China issues new regulations for exports of steel products

Friday, 12 December 2025 17:55:29 (GMT+3)   |   Shanghai

In the January-November period this year, China’s finished steel exports amounted to 107.717 million mt, hitting an historical high, up 6.7 percent year on year, according to the latest data released by China's General Administration of Customs (GACC).

Against this background, on December 12 China’s Ministry of Commerce (MOC) and General Administration of Customs (GACC) jointly announced the new export regulations for implementing export quotas on 300 items of steel products, covering pig iron, scrap, semi-finished steel, flat steel, bar, section steel, wire rod, and steel pipes, etc., effective as of January 1, 2026. This means that steel products will be subject to export licensing, while earlier they were not.

Items 1-32: pig iron, ferroalloy, scrap and semi-finished steel.

Items 33-224: hot rolled/cold rolled flat steel in coil or sheet, bar, sections, and wire products.

Items 225-300: Steel rail, seamless/welded steel pipes and pipe fittings

This move signals that China’s steel export policy is officially shifting from “unrestricted exports” to a new stage of “proactive regulation and license-based management”. 

Application basis: enterprises must apply the export quota with the export contract and the “Product Quality Inspection Certificate” issued by the manufacturers.

China’s “emergency” intervention is not a simple export curb, according to Chinese officials. It is designed to safeguard domestic supply-chain stability, while pressing the industry to upgrade toward high-end, green production, and systematically hedging against potential international trade frictions.

Imposing export restrictions on raw materials could safeguard domestic supply and ensure cost stability, according to official statements. Increasing the hidden costs of primary products may push forward industrial transformation. Meanwhile, the move may guide investments toward high-end products. Moreover, the control on export volumes may reduce low-priced dumping, which will avoid antidumping and countervailing investigations and gain more leverage in trade negotiations. The strengthening of the management of scrap steel could reduce reliance on imported iron ore and secure resource security for the steel industry.

In the short term, the move will increase export costs and uncertainties for steel exports. However, in the long term, the move will strongly promote the development of China's steel industry towards internal structural optimization and external value chain enhancement, Chinese officials stated.

“I see the major impact will be on billets. It could also result in some shipment delays or cancellations for materials already booked for Q1 [shipments],” a Singapore-based trader said. In the January-October period this year, China’s semi-finished steel exports amounted to 11.9 million mt, up 157 percent year on year.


Exercise requirements
Which lines of the entries below contain the string "screenshot"? Copy each one.

Source material
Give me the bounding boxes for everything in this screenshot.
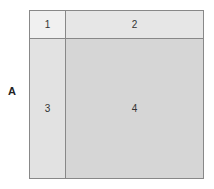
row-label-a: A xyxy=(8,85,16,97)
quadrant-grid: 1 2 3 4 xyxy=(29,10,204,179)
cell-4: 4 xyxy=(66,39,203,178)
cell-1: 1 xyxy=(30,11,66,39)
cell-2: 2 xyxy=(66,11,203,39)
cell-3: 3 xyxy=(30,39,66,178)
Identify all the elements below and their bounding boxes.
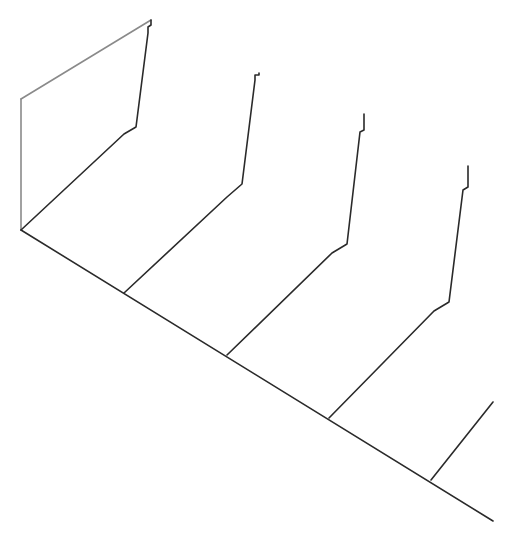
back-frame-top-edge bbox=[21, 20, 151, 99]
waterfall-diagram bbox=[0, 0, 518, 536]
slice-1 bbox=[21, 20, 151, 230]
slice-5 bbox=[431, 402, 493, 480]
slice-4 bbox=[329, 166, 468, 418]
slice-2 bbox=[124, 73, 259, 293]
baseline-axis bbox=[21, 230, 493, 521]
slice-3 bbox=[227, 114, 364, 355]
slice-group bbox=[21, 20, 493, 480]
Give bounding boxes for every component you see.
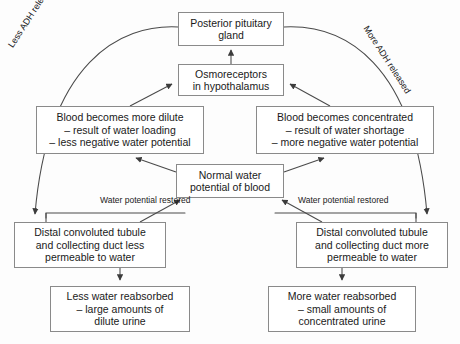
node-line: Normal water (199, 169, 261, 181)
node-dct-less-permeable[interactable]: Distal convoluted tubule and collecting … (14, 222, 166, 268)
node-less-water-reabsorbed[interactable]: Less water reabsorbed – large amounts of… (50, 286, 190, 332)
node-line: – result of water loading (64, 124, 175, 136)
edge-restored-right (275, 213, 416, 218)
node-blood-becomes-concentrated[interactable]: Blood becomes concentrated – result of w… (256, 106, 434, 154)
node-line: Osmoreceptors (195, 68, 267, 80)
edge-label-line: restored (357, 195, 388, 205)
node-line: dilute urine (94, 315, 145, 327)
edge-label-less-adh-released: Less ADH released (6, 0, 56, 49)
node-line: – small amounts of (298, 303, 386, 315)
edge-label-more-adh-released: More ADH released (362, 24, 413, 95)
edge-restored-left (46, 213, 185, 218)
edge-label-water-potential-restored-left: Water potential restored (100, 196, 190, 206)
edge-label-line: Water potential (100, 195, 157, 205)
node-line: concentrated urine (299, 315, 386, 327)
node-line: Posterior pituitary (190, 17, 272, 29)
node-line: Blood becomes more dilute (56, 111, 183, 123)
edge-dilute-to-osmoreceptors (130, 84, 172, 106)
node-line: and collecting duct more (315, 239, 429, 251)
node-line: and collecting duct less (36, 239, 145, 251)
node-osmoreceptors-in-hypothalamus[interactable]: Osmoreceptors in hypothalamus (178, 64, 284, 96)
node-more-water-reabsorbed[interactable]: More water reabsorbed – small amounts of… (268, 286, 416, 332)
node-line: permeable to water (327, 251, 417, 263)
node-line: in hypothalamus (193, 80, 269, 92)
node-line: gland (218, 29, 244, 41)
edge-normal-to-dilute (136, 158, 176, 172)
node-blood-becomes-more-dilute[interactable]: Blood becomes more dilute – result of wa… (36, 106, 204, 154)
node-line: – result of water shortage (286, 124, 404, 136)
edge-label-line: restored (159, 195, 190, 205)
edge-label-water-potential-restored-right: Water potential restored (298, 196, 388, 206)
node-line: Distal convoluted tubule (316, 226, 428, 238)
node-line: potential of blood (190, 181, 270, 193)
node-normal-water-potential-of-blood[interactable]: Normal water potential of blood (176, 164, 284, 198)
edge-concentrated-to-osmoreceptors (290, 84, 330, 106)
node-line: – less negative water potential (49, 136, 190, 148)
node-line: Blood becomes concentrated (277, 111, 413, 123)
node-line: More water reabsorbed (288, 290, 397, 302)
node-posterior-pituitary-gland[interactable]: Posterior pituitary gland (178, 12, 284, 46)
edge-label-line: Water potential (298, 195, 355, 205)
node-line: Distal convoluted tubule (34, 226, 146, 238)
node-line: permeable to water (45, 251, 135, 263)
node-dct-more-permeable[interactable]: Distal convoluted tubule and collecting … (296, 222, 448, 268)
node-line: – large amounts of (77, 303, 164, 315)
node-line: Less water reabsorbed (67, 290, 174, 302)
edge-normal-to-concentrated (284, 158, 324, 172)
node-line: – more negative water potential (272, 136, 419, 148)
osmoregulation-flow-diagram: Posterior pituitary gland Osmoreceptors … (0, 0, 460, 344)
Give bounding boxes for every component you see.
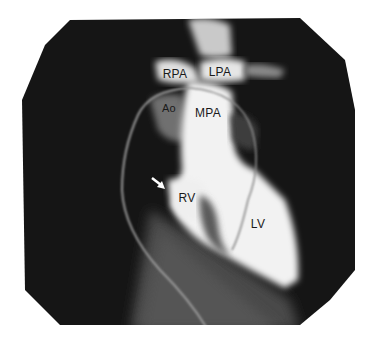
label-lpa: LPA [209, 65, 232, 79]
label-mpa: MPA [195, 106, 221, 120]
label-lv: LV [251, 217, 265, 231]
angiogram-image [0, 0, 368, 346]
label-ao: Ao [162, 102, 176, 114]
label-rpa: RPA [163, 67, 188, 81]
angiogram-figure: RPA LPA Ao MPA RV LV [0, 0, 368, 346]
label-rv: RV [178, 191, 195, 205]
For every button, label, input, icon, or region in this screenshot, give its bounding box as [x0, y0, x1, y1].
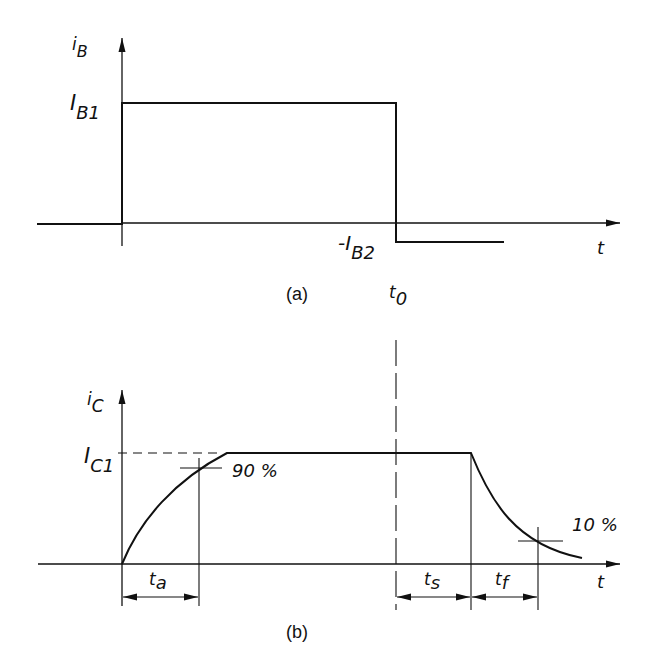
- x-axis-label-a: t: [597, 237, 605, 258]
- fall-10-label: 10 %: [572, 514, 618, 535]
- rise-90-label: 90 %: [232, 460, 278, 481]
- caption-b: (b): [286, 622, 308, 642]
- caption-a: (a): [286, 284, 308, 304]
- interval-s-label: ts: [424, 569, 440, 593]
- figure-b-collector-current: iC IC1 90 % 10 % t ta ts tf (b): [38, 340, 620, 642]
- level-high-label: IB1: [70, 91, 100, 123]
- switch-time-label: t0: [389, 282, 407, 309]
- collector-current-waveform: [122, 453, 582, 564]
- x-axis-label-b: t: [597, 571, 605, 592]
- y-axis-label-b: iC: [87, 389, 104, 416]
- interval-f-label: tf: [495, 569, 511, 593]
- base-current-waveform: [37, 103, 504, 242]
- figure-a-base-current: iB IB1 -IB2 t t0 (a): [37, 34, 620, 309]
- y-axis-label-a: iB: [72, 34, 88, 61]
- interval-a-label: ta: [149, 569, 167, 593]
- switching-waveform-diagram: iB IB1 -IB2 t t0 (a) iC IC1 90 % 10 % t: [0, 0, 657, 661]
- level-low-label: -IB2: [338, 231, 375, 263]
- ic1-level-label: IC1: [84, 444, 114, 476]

* * *

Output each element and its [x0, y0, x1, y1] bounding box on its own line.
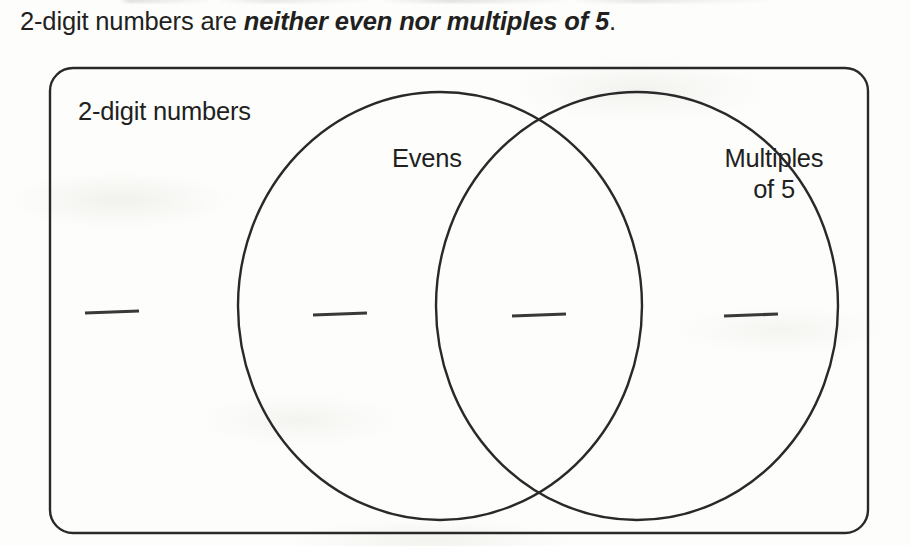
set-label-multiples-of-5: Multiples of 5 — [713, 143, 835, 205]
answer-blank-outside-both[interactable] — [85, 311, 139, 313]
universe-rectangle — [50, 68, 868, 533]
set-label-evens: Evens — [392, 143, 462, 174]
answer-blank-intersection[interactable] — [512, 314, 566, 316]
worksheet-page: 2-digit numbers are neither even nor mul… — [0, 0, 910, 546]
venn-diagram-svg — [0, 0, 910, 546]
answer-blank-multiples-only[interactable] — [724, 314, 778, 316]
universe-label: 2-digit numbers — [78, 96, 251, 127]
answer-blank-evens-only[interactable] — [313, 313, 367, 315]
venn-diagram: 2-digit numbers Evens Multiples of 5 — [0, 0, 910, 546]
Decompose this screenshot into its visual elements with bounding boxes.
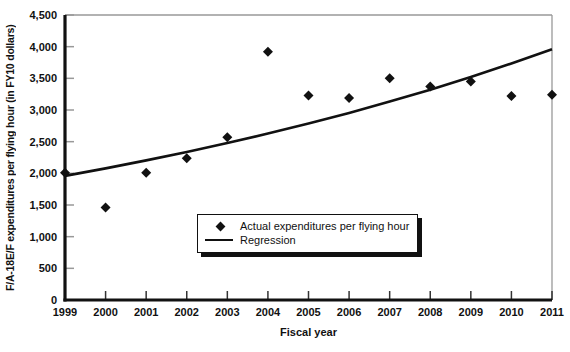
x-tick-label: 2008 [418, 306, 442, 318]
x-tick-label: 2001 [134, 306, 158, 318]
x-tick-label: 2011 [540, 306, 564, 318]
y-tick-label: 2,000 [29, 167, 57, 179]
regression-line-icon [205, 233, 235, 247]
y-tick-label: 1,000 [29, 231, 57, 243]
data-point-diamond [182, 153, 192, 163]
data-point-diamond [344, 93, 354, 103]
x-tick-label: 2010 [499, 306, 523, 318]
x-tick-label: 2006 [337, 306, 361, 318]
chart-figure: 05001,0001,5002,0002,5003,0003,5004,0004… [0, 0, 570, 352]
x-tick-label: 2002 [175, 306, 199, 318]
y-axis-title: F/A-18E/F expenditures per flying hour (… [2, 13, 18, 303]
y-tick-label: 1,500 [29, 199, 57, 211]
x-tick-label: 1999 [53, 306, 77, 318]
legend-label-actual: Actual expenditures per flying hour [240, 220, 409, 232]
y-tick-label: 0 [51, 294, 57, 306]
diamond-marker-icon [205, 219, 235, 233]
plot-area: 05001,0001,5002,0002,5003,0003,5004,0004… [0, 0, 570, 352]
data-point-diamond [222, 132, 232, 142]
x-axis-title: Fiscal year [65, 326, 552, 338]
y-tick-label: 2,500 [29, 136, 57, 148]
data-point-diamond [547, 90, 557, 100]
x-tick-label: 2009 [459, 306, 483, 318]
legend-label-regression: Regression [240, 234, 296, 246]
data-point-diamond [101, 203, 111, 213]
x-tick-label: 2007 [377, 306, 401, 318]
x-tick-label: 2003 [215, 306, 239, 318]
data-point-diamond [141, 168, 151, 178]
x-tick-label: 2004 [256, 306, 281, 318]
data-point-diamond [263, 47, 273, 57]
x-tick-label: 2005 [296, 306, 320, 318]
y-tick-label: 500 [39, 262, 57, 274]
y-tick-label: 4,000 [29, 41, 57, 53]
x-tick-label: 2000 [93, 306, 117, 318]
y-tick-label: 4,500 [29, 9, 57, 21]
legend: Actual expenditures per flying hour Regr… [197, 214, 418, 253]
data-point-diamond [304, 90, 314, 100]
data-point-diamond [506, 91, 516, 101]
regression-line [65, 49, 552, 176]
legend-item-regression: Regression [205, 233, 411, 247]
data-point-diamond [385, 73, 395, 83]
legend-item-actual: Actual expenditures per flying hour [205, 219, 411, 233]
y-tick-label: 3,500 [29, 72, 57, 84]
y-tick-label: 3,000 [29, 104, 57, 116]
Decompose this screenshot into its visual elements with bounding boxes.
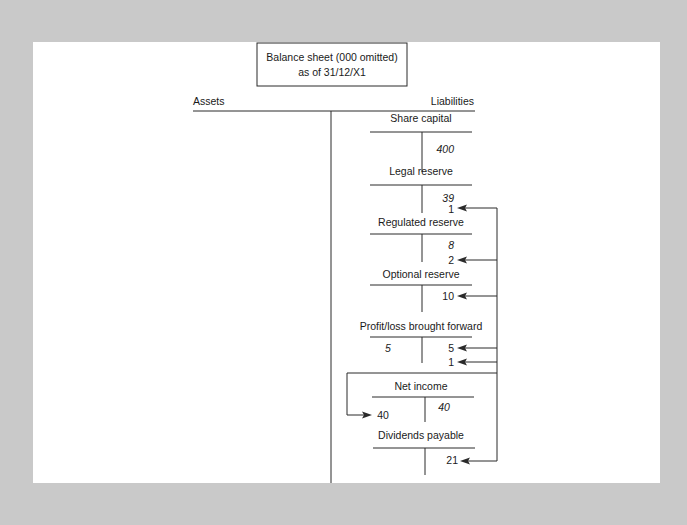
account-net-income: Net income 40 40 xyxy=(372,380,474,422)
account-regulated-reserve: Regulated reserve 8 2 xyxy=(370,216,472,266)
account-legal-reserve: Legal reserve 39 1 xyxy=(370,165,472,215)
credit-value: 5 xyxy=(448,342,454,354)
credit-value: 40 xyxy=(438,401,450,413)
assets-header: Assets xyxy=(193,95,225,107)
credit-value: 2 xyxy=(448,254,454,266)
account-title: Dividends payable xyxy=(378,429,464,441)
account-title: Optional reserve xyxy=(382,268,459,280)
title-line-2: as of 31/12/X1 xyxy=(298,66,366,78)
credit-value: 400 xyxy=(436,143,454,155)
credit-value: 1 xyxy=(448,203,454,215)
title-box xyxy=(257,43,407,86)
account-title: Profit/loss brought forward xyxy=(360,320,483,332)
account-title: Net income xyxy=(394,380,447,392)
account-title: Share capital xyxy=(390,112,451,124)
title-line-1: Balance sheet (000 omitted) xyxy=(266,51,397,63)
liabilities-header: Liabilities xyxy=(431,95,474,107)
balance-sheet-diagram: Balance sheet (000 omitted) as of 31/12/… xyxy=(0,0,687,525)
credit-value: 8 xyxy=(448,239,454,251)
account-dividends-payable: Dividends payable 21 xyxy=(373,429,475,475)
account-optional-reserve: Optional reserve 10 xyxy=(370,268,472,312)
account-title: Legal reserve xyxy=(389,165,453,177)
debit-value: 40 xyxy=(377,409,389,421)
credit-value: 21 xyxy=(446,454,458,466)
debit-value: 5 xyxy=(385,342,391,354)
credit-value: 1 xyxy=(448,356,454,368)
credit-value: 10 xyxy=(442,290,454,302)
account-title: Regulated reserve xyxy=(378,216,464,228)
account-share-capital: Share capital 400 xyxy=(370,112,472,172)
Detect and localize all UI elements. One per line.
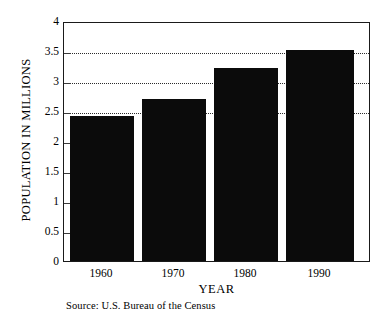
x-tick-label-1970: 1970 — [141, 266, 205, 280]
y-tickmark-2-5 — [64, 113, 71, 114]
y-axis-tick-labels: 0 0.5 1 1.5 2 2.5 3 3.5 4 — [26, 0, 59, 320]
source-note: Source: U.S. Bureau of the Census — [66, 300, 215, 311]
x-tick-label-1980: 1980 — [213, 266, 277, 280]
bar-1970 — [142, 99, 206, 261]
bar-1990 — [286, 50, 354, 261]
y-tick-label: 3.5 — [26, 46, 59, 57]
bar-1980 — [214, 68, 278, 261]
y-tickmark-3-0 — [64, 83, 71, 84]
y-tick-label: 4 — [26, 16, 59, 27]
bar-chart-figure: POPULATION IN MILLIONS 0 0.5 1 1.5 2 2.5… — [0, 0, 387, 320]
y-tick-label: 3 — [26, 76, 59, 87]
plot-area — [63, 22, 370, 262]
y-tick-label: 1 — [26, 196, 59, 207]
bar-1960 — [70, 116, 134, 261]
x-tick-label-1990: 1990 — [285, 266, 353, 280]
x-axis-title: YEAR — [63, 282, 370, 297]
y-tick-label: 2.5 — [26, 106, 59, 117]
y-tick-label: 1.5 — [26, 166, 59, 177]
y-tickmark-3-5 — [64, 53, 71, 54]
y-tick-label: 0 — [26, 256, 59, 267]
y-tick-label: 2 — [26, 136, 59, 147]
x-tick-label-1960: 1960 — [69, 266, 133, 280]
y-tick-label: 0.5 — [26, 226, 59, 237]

The completed task
Give me the bounding boxes for everything in this screenshot.
For every button, label, input, icon, or region in this screenshot, give its bounding box as [x0, y0, x1, y1].
Decompose this screenshot into its visual elements with bounding boxes.
Decompose this screenshot into its visual elements with bounding boxes.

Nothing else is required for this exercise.